One of a few historical songs on the album, the subdued folk-rock of “Alberta” tells the story of a natural disaster that occurred in a small mining town in Canada. Then the duo finally lets loose with “Olympia Inn.” Ray’s vocals have a little dirt under the fingernails, and Saliers is the Louise Post to Ray’s Nina Gordon.
With Carol Isaacs backing her up on piano, Saliers takes the lead in the withdrawn “If I Don’t Leave Here Now,” wherein she claims that she “will never get out of this place” if she doesn’t do as the song title suggests.
Ray steps up with “Spread the Pain Around,” and hearing the duo alternate taking the lead really does contrast Ray’s smoker’s lung grit with the lighter, more casual feel of Saliers’ voice.
Similar to “Southern California is Your Girlfriend,” “Learned It on Me” is heavily poppy, and if any song leans a little too far in that direction, it’s this one. Hamlin’s synth work is a little more bloopy than necessary. While she was given a lot of leeway production-wise—and while she largely proved herself to be trustworthy—she took questionable liberties with “Learned It on Me.” It’s hard to argue that she ruined the song by any means, but it sure sticks out like a yarmulke in a dive bar.
Moving back into folk-rock, Ray’s mandolin is prominent in “Rise of the Black Messiah,” which is a biting social critique—one of the Indigo Girls’ specialties. The whole band rises and surges, rocking as hard as they will on “One Lost Day,” carried by the emotional swell of the lyrics: “All of them lynchers are gonna be damned / And outta that hole walks a brand new man.” That lyric hits hard in supposedly (read: “not”) post-racial America.
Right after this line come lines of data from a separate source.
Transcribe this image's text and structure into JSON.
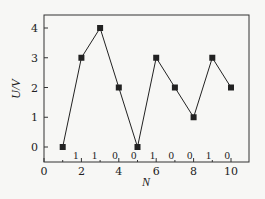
{
  "chart_data": {
    "type": "line",
    "title": "",
    "xlabel": "N",
    "ylabel": "U/V",
    "x": [
      1,
      2,
      3,
      4,
      5,
      6,
      7,
      8,
      9,
      10
    ],
    "series": [
      {
        "name": "U",
        "values": [
          0,
          3,
          4,
          2,
          0,
          3,
          2,
          1,
          3,
          2
        ],
        "marker": "square",
        "color": "#222222"
      }
    ],
    "xlim": [
      0,
      11
    ],
    "ylim": [
      -0.5,
      4.5
    ],
    "xticks": [
      0,
      2,
      4,
      6,
      8,
      10
    ],
    "yticks": [
      0,
      1,
      2,
      3,
      4
    ],
    "grid": false,
    "legend": null,
    "annotations": [
      {
        "text": "1",
        "x": 1.7
      },
      {
        "text": "1",
        "x": 2.7
      },
      {
        "text": "0",
        "x": 3.8
      },
      {
        "text": "0",
        "x": 4.8
      },
      {
        "text": "1",
        "x": 5.8
      },
      {
        "text": "0",
        "x": 6.8
      },
      {
        "text": "0",
        "x": 7.8
      },
      {
        "text": "1",
        "x": 8.8
      },
      {
        "text": "0",
        "x": 9.8
      }
    ]
  }
}
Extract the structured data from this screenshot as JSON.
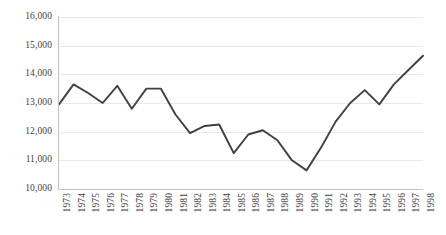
{
  "chart_data": {
    "type": "line",
    "title": "",
    "subtitle": "",
    "xlabel": "",
    "ylabel": "",
    "grid": true,
    "legend": false,
    "legend_position": "none",
    "line_color": "#404040",
    "gridline_color": "#e9e9e9",
    "axis_color": "#c2c2c2",
    "ylim": [
      10000,
      16000
    ],
    "ytick_step": 1000,
    "yticks": [
      "10,000",
      "11,000",
      "12,000",
      "13,000",
      "14,000",
      "15,000",
      "16,000"
    ],
    "ytick_values": [
      10000,
      11000,
      12000,
      13000,
      14000,
      15000,
      16000
    ],
    "categories": [
      "1973",
      "1974",
      "1975",
      "1976",
      "1977",
      "1978",
      "1979",
      "1980",
      "1981",
      "1982",
      "1983",
      "1984",
      "1985",
      "1986",
      "1987",
      "1988",
      "1989",
      "1990",
      "1991",
      "1992",
      "1993",
      "1994",
      "1995",
      "1996",
      "1997",
      "1998"
    ],
    "x": [
      1973,
      1974,
      1975,
      1976,
      1977,
      1978,
      1979,
      1980,
      1981,
      1982,
      1983,
      1984,
      1985,
      1986,
      1987,
      1988,
      1989,
      1990,
      1991,
      1992,
      1993,
      1994,
      1995,
      1996,
      1997,
      1998
    ],
    "values": [
      12950,
      13650,
      13350,
      13000,
      13600,
      12800,
      13500,
      13500,
      12600,
      11950,
      12200,
      12250,
      11250,
      11900,
      12050,
      11700,
      11000,
      10650,
      11450,
      12350,
      13000,
      13450,
      12950,
      13650,
      14150,
      14650
    ],
    "series": [
      {
        "name": "series-1",
        "values": [
          12950,
          13650,
          13350,
          13000,
          13600,
          12800,
          13500,
          13500,
          12600,
          11950,
          12200,
          12250,
          11250,
          11900,
          12050,
          11700,
          11000,
          10650,
          11450,
          12350,
          13000,
          13450,
          12950,
          13650,
          14150,
          14650
        ]
      }
    ]
  }
}
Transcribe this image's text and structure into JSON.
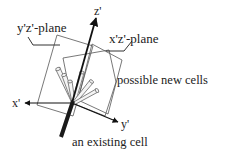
{
  "diagram": {
    "labels": {
      "yz_plane": "y'z'-plane",
      "xz_plane": "x'z'-plane",
      "new_cells": "possible new cells",
      "existing_cell": "an existing cell",
      "x_axis": "x'",
      "y_axis": "y'",
      "z_axis": "z'"
    },
    "colors": {
      "ink": "#222222",
      "plane": "#555555",
      "cylinder": "#888888",
      "background": "#ffffff"
    }
  }
}
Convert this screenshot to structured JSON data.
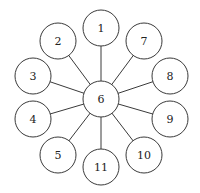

It particularly feels like a punch in the gut in racially-homogenized Utah, with its unabashed Anglo-Saxon centricity and notoriously slippery politics; the region has even gone so far as to ignorantly glamorize the “Dixie” in which the atrocities described in the song were committed.
“Findlay, Ohio 1968” feels a bit like Sufjan Stevens, both in its spatiotemporally specific title as well as its introductory chamber setting. Again featuring Saliers, it looks back upon a childhood memory, this time remarking about both what could have been as well as noting the social violence that was soon to come.
In the penultimate track, Ray returns to center stage, her southern twang and husky rasp contrasting sharply against Saliers’ sweeter tone. While she also appears here on piano, trumpet, and electric guitar, it’s Hamlin’s pedal steel work that really makes “Fishtails” shine.
“Come a Long Way” ends with the same nostalgia that both begins and permeates the album, and it’s the most balanced and natural-feeling (and, therefore, effective) blend of pop and folk. Acoustic guitars still take center stage, but both orchestration and production lean tastefully toward something that Paula Cole might have done.
Some acts that have been around as long as the Indigo Girls are now trying to make a comeback, whereas this duo never quit. “One Lost Day” doesn’t break the rules or redefine a genre, but Ray and Saliers have again succeeded in staying true to themselves without stagnating, remaining stylistically grounded without dating themselves or resorting to shtick. “One Lost Day” reflects the maturity and depth of writing that the Indigo Girls have cultivated and demonstrates how easily they can still write songs with substance. They don’t rest on their laurels, nor do they resort to post-production crutches. Anyone who likes southern rock, folk, or the Indigo Girls themselves should give “One Lost Day” a listen.